Farmers concerned about enforcement of truck route policy

23rd Street could be more congested, but city commissioners to weigh change

You already know to beware of game day traffic on 23rd Street.

Soon, you may want to add Harvest Day traffic to your list of reasons to avoid that major city thoroughfare.

Farmers are warning that 23rd Street could become a mess of large, slow-moving grain trucks if city commissioners follow through on plans to enforce more strictly its truck route ordinance.

“I’m scared to death we’re going to kill someone,” said Loren Baldwin, a farmer and member of the Douglas County Farm Bureau board. “We can’t stop those big trucks on a dime, and we can’t start as fast as normal traffic. I know the citizens of Lawrence don’t want us to be on that street, and we don’t want to be on it, either.”

But come fall harvest time – generally September through late November – that may be one of the few options farmers have to get their grain to the local elevator. Baldwin said several farmers were given verbal warnings by police officers during the summer wheat harvest to stay on state highways for as long as possible when delivering grain.

The main elevator for southern Lawrence is near 19th Street and Haskell Avenue. Under city regulations, grain trucks and all other types of trucks coming from outside the city limits are required to stay on state highways for as long as they possibly can before diverting onto other city streets.

In the case of southern Douglas County farmers, that means they have to come up Iowa Street and travel along 23rd Street to get to Haskell. They would rather have the option of using streets such as 31st and Haskell. Those from the east would like to be able to use 15th Street.

City commissioners tonight will consider creating a new ordinance that would give truck drivers more options. The city will consider new rules that would allow any truck driver who has a route either ending or starting in Lawrence to use designated delivery routes. Those streets generally are secondary roads in Lawrence, such as Haskell, Kasold, Wakarusa, and numbered streets such as 31st, 19th, 15th, 11th and Eighth streets.

The new ordinance would apply to all trucks, not just grain trucks. City engineers concede that they do not know how much additional traffic that could create for neighborhoods along those secondary streets.

“It is a good question, but I don’t have a clue,” said David Woosley, the city’s traffic engineer. “We haven’t done a study of how much truck traffic originates or ends in Lawrence.”

Commissioners also will consider two other options: one would change the current ordinance in a way that would give greater flexibility only to grain trucks and not other types of delivery trucks. Another option is to make 31st Street and Haskell Avenue truck routes, which would allow all types of trucks to travel on those roads.

Farmers are asking for the ability to drive on all designated delivery routes. They say the stakes are high for 23rd Street. It is estimated that the south Lawrence elevator receives about 100 grain trucks – mostly semitrailers – each day during the harvest season.

This year could produce even higher numbers because the corn crop is expected to be superb.

“With all the rain we’ve had, it looks like it is going to be a bin buster,” Baldwin said.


**Exercise brief**. Copy out each line of the listing below where the string "league" appears.

_ _ _ _ _

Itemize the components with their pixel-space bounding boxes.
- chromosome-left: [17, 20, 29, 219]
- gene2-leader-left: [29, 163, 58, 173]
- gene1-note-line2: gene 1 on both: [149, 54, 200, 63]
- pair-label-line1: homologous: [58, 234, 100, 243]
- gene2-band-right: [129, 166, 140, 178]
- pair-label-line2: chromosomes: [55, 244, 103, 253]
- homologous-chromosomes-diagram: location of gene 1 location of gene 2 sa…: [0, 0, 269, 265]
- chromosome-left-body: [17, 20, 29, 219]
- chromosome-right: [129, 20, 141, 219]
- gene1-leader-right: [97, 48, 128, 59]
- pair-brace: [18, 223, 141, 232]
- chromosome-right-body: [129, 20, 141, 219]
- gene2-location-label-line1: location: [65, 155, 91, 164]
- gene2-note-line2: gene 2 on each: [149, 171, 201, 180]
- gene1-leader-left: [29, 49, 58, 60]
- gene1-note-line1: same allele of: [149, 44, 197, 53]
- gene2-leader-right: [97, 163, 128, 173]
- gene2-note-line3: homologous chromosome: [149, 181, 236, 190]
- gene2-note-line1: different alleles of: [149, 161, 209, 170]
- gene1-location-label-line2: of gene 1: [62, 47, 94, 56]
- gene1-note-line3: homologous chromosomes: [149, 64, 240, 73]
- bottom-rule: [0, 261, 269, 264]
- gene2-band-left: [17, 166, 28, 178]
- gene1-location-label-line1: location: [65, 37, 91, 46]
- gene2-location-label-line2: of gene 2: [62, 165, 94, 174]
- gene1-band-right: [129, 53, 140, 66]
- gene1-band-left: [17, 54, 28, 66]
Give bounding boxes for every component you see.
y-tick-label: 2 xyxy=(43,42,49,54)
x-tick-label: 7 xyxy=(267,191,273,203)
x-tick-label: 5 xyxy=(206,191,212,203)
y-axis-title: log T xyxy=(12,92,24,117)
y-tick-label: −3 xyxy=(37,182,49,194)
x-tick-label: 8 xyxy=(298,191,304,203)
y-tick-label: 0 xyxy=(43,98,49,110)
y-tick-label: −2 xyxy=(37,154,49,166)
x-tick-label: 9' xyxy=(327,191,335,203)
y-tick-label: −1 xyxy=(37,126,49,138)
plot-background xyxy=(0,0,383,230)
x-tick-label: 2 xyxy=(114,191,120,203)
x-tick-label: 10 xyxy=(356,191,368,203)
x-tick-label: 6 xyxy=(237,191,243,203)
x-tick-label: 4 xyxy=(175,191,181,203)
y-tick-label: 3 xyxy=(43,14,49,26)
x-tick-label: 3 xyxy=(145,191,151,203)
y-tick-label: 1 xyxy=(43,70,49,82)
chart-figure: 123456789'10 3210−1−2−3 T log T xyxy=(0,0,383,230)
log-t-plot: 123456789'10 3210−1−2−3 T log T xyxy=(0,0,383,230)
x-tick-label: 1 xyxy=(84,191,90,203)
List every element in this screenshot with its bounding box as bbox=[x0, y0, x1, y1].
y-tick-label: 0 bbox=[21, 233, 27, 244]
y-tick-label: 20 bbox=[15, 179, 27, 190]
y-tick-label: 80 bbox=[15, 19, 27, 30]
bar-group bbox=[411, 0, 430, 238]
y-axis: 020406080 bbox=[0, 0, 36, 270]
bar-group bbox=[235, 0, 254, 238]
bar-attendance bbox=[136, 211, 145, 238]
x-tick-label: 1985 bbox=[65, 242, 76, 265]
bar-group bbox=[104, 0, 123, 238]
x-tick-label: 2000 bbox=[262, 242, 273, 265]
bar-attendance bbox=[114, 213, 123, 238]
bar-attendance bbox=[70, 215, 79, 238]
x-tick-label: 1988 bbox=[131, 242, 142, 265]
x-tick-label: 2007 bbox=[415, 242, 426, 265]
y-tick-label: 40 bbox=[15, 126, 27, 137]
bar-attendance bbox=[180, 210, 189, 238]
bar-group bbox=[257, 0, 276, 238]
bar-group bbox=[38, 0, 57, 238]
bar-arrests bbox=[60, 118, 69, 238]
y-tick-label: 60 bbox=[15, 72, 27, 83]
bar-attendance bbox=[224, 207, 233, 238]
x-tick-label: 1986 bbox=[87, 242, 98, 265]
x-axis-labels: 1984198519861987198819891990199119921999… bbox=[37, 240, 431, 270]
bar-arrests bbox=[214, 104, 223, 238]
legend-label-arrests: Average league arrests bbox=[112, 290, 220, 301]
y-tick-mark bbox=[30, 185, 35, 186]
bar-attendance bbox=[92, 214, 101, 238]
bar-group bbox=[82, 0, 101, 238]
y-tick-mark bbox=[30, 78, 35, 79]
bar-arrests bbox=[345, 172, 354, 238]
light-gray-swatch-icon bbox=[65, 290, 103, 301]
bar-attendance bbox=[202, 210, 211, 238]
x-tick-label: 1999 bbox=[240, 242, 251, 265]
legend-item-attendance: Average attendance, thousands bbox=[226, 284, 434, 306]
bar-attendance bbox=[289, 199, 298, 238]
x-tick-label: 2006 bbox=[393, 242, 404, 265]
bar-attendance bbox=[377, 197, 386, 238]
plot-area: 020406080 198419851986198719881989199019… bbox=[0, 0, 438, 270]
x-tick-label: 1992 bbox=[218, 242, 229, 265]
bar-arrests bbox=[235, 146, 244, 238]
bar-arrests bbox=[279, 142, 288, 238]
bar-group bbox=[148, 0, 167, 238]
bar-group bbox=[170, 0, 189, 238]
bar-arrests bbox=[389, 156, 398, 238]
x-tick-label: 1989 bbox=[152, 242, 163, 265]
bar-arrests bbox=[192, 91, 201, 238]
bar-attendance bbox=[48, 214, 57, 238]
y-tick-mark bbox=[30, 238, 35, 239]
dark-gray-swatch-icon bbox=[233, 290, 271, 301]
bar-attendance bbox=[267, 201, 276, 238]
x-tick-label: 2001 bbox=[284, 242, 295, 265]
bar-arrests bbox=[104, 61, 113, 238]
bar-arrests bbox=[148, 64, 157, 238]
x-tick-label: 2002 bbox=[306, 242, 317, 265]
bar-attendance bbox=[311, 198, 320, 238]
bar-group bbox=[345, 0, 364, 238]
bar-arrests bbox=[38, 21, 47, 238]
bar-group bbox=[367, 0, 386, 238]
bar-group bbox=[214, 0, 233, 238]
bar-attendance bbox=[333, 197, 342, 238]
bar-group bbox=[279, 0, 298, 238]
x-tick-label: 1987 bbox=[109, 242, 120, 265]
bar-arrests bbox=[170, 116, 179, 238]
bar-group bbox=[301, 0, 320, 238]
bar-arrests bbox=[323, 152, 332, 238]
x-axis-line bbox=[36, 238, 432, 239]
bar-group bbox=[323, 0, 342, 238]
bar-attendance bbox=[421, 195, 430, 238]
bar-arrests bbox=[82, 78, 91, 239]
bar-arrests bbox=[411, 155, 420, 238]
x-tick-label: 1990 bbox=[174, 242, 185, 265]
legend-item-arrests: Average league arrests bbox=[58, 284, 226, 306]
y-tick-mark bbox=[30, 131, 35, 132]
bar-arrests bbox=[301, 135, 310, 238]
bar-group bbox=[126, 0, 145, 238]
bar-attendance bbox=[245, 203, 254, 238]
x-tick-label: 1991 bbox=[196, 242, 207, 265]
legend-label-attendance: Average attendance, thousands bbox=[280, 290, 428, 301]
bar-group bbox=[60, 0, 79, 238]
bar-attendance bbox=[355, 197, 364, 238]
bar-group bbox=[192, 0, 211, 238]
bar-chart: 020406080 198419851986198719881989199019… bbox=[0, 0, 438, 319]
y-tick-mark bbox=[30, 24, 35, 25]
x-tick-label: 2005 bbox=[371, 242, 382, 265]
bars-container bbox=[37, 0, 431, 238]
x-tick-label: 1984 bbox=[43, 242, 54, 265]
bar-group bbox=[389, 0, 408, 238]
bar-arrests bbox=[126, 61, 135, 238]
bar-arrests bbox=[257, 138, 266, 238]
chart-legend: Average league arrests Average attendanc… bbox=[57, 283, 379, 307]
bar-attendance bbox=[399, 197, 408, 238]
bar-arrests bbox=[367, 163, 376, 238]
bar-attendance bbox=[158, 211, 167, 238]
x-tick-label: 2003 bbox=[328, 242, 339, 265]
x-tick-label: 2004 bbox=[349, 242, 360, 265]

_ _ _ _ _

**Solution to the exercise**.
legend-label-arrests: Average league arrests bbox=[112, 290, 220, 301]
legend-item-arrests: Average league arrests bbox=[58, 284, 226, 306]
chart-legend: Average league arrests Average attendanc… bbox=[57, 283, 379, 307]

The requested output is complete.